Wednesday, September 12, 2012

NEC Develops Optical Switching Handling 20 Tbps Signals


NEC has published a technical paper on its development of an optical switching device capable of changing between a variety of transmission paths (routes) using silicon photonic technologies (optical circuits using silicon-based semiconductors) with ultra high capacity 20Tbps optical signals. NEC said its prototype device has demonstrated high quality optical switching, without signal deterioration, of optical super channels (20Tbps) and 100 Gbps DP-QPSK.


NEC describes its device as a transponder aggregator (TPA) that supports multiple signal formats and features a color-less, direction-less, contention-less (CDC) Reconfigurable Optical Add/Drop Multiplexer (ROADM) capabilities.

"NEC's new developments utilize TPA and produce compact modules featuring silicon integrated optical switches that boast 150 elements on a single chip. This enables the switching of large 48-unit transponders between 8 routes while capitalizing on CDC functions," said Naoki Nishi, General Manager, Green Platform Research Laboratories, NEC Corporation. "We now anticipate the incorporation of this TPA on a single board as well as the reduction of module size and power consumption by roughly 90% when compared to optical switches based on conventional silica optical waveguides. Furthermore, the optimized drive of each switch will enable us to provide high speed, stable signal switching."

NEC is presenting its research at this week's Photonics in Switching 2012 (PS 2012) conference in Corsica, France, and at ECOC 2012 in Amsterdam, Holland.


## What to work on
After locating the line with "is (367, 457).", repeat it and every following line to the end of the listing, exactly. Omit the pictures.

====

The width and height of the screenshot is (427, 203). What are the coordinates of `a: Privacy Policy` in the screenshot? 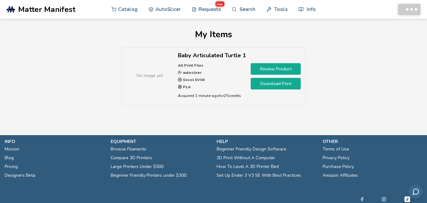 It's located at (336, 158).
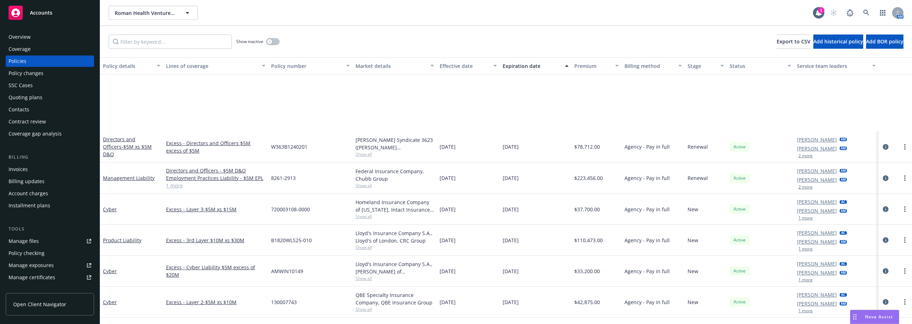 The width and height of the screenshot is (912, 324). I want to click on div: Tools, so click(50, 229).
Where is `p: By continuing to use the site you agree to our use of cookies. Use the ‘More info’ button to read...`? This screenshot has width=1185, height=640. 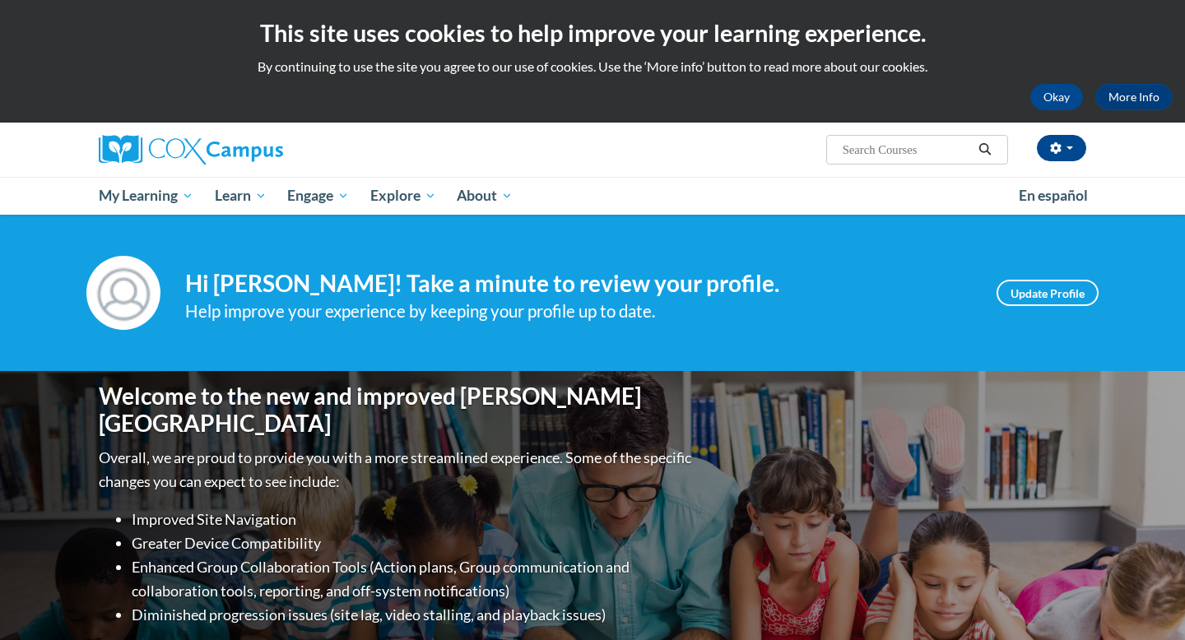
p: By continuing to use the site you agree to our use of cookies. Use the ‘More info’ button to read... is located at coordinates (593, 67).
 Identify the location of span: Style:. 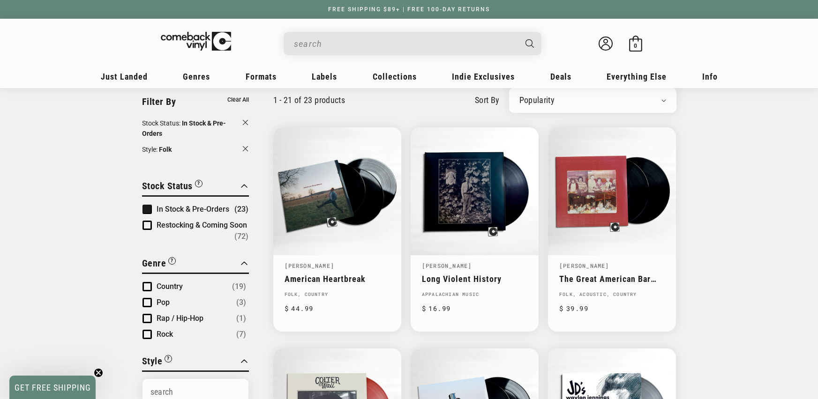
(150, 150).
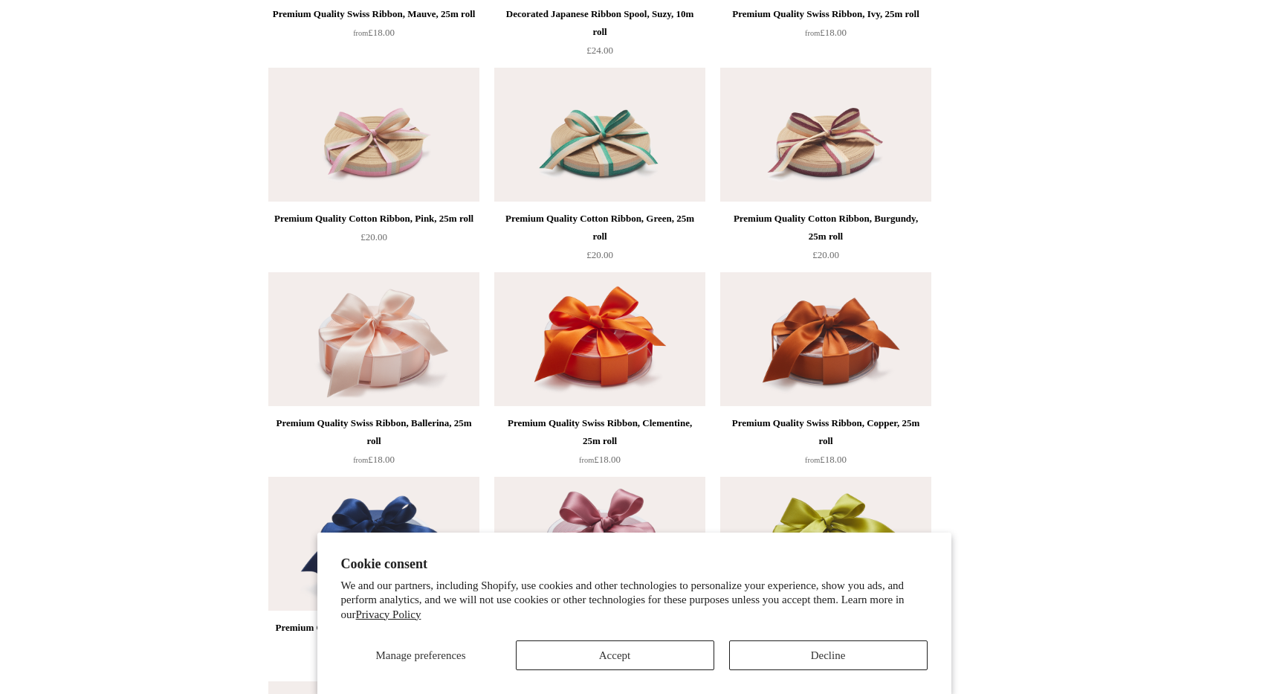 This screenshot has width=1268, height=694. I want to click on img: Premium Quality Swiss Ribbon, Clementine, 25m roll, so click(600, 339).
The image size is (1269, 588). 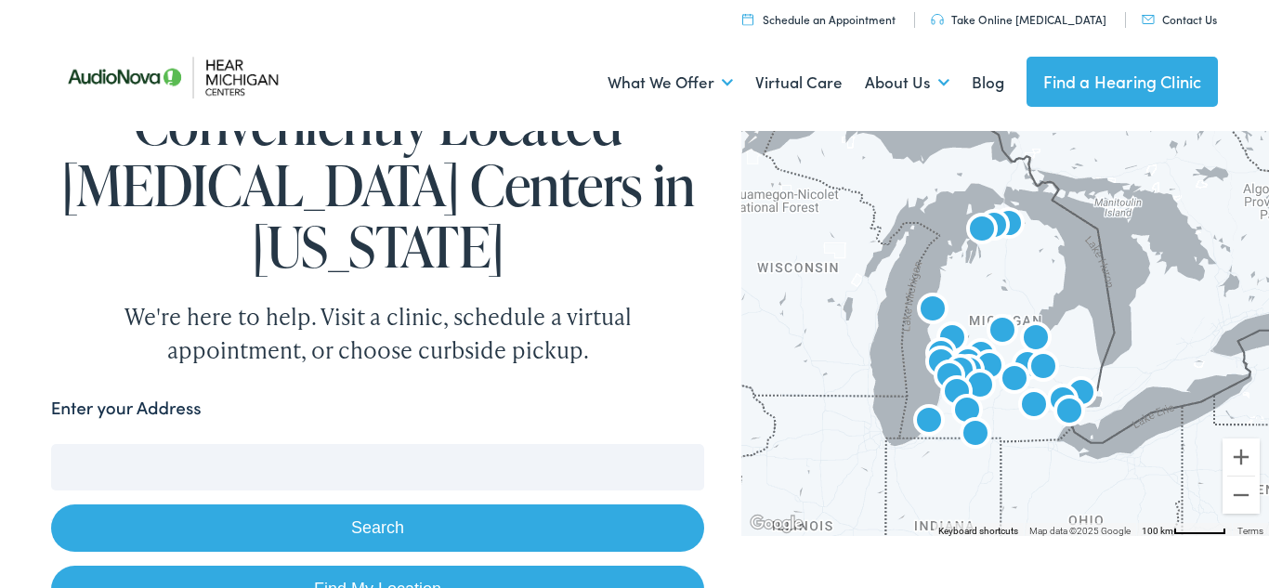 What do you see at coordinates (777, 524) in the screenshot?
I see `img: Google` at bounding box center [777, 524].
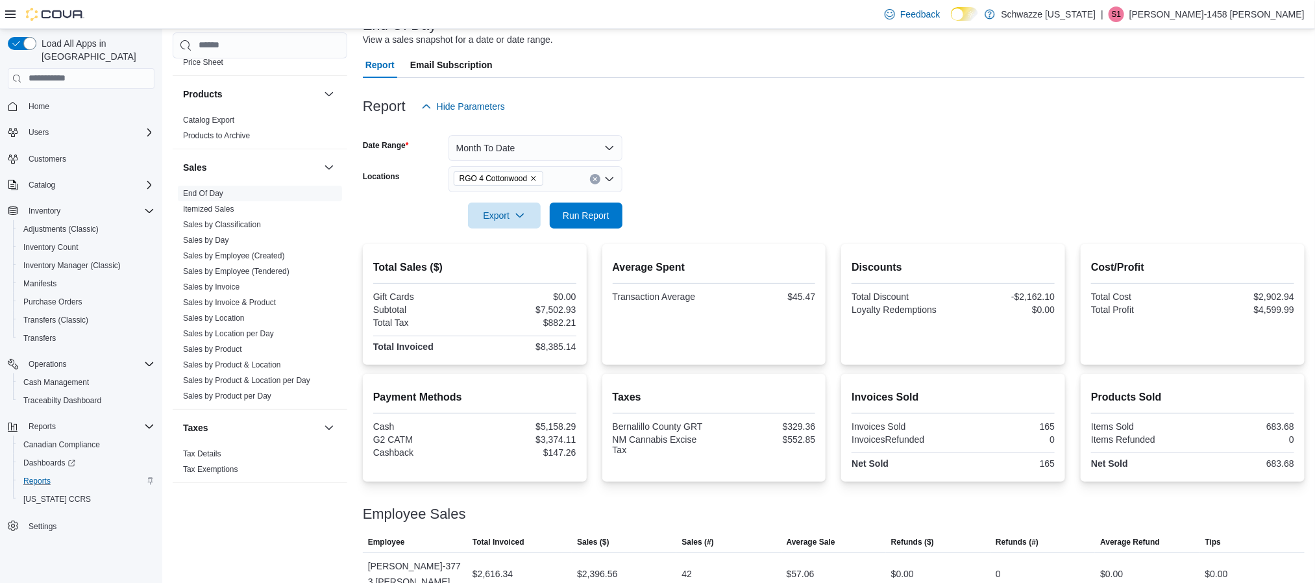 Image resolution: width=1315 pixels, height=583 pixels. I want to click on a: Settings, so click(42, 526).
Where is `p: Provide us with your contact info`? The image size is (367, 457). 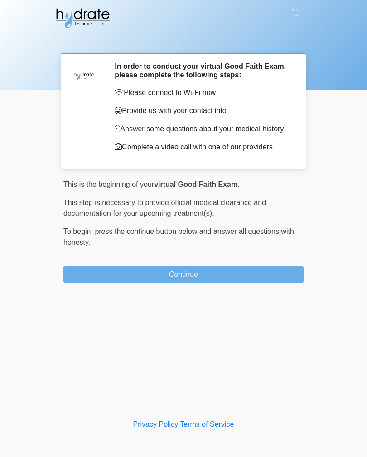
p: Provide us with your contact info is located at coordinates (202, 111).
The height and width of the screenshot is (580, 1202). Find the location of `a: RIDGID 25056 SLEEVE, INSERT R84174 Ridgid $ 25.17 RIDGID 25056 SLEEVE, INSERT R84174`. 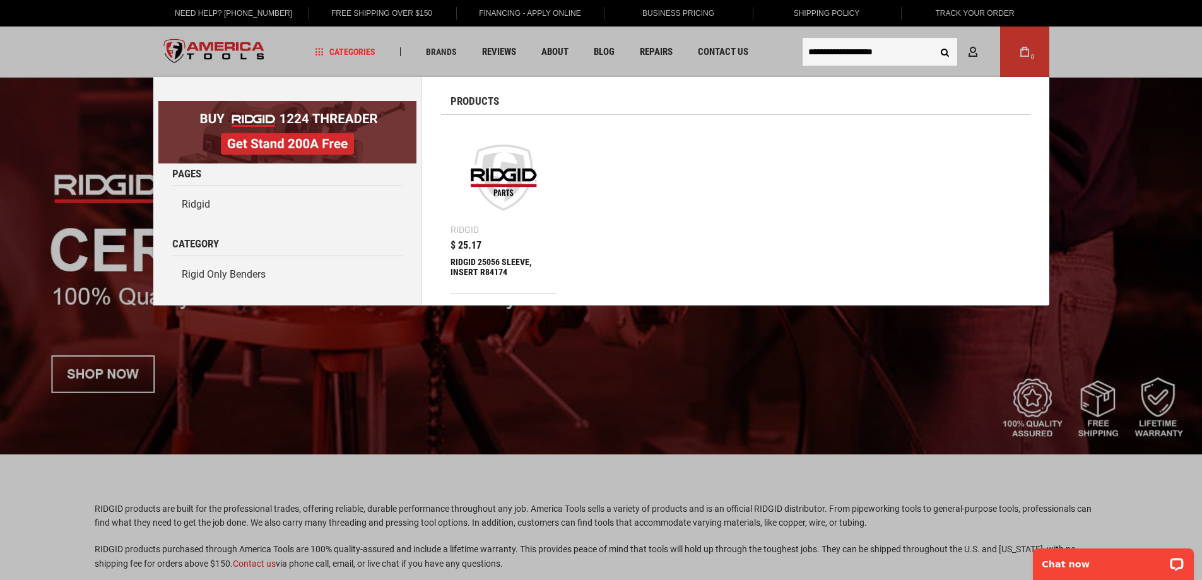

====

## Answer to this problem
Where is `p: Provide us with your contact info`? The image size is (367, 457). 
p: Provide us with your contact info is located at coordinates (202, 111).
The height and width of the screenshot is (580, 1202). Find the location of `a: RIDGID 25056 SLEEVE, INSERT R84174 Ridgid $ 25.17 RIDGID 25056 SLEEVE, INSERT R84174`. 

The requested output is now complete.